Work instruction: Repeat only the lines below that run from the line with "At what (x,y)" to the line with "The width and height of the screenshot is (532, 398).", ends included; skip every picture.

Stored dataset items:
◆ ◆ ◆ ◆ ◆
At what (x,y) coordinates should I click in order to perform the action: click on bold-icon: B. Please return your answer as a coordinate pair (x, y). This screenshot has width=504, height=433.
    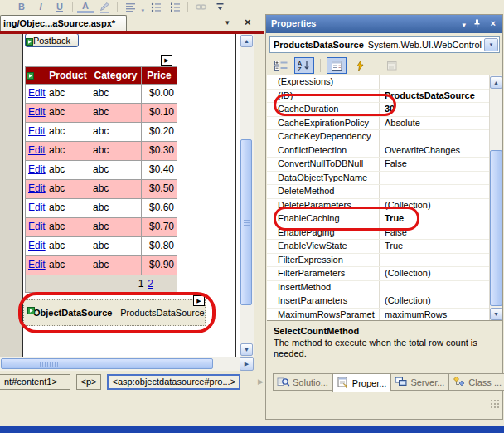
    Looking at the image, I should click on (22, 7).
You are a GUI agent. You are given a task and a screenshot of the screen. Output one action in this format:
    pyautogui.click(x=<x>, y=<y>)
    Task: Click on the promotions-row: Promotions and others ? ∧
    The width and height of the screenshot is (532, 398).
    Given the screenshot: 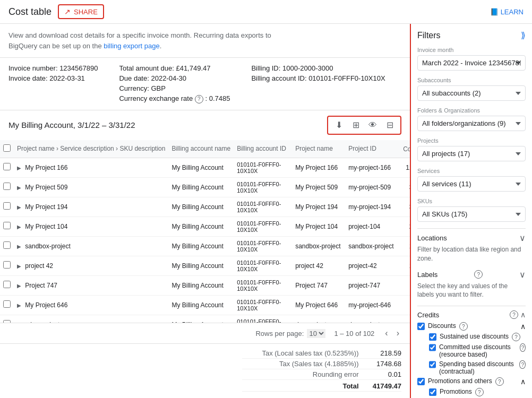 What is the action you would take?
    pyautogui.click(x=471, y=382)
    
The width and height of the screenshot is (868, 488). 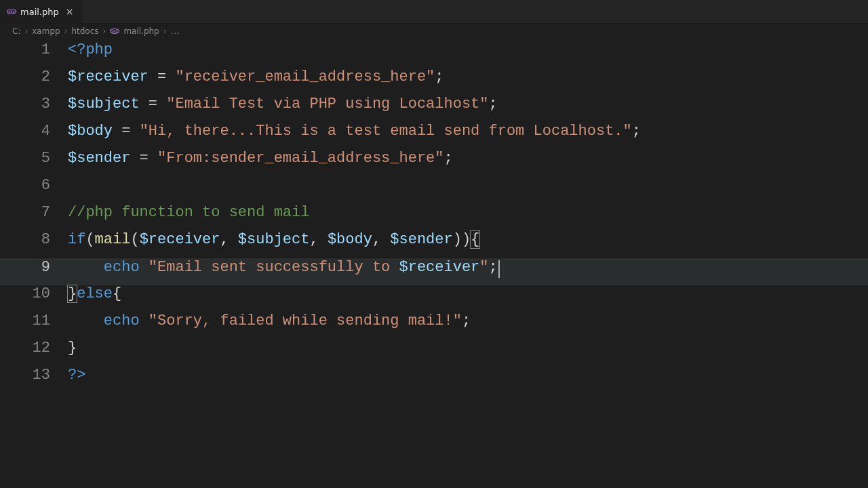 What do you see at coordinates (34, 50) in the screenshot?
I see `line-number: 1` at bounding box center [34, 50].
◆ ◆ ◆ ◆ ◆
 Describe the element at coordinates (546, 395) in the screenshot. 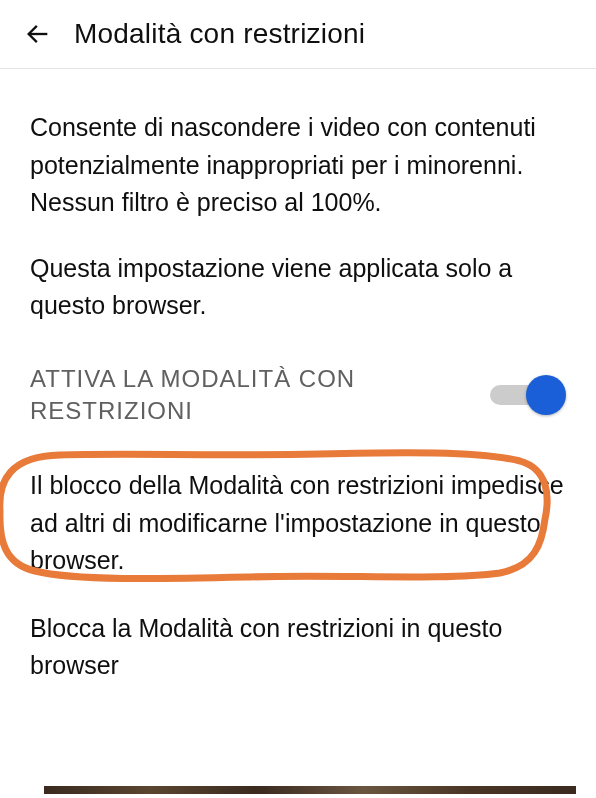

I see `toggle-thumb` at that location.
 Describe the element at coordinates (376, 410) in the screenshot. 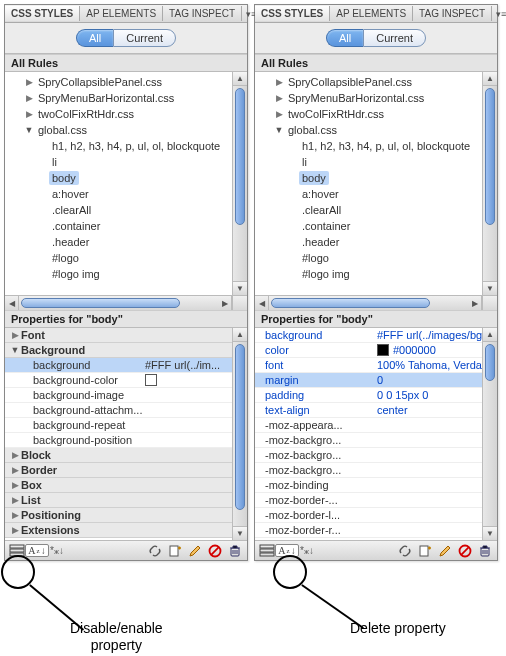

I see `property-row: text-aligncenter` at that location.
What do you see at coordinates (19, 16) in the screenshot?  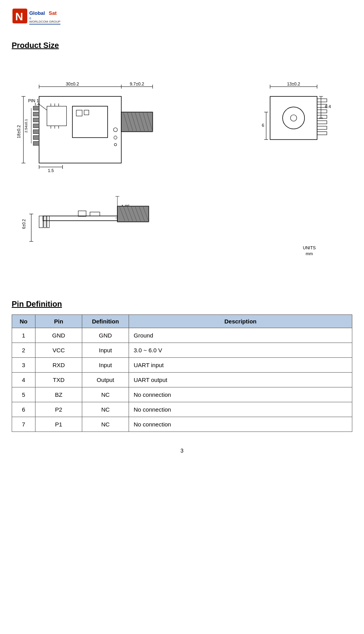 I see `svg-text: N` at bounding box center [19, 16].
◆ ◆ ◆ ◆ ◆
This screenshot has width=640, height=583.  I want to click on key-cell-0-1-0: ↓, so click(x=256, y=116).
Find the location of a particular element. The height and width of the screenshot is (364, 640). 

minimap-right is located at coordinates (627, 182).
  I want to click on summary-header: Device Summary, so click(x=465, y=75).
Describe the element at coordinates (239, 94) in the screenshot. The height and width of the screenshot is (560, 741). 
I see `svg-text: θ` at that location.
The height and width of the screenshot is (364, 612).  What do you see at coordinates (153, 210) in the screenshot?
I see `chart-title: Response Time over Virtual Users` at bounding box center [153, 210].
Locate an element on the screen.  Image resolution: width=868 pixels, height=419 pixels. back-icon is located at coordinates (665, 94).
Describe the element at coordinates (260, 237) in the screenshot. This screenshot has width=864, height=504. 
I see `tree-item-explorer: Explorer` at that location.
◆ ◆ ◆ ◆ ◆
Response for this exercise:
At what (x,y) coordinates should I click in order to perform the action: click on bold-icon: B. Please return your answer as a coordinate pair (x, y). This screenshot has width=504, height=433.
    Looking at the image, I should click on (22, 7).
You are a GUI agent. You are given a task and a screenshot of the screen. Output one action in this format:
    pyautogui.click(x=<x>, y=<y>)
    Task: Click on the promotions-row: Promotions and others ? ∧
    The width and height of the screenshot is (532, 398).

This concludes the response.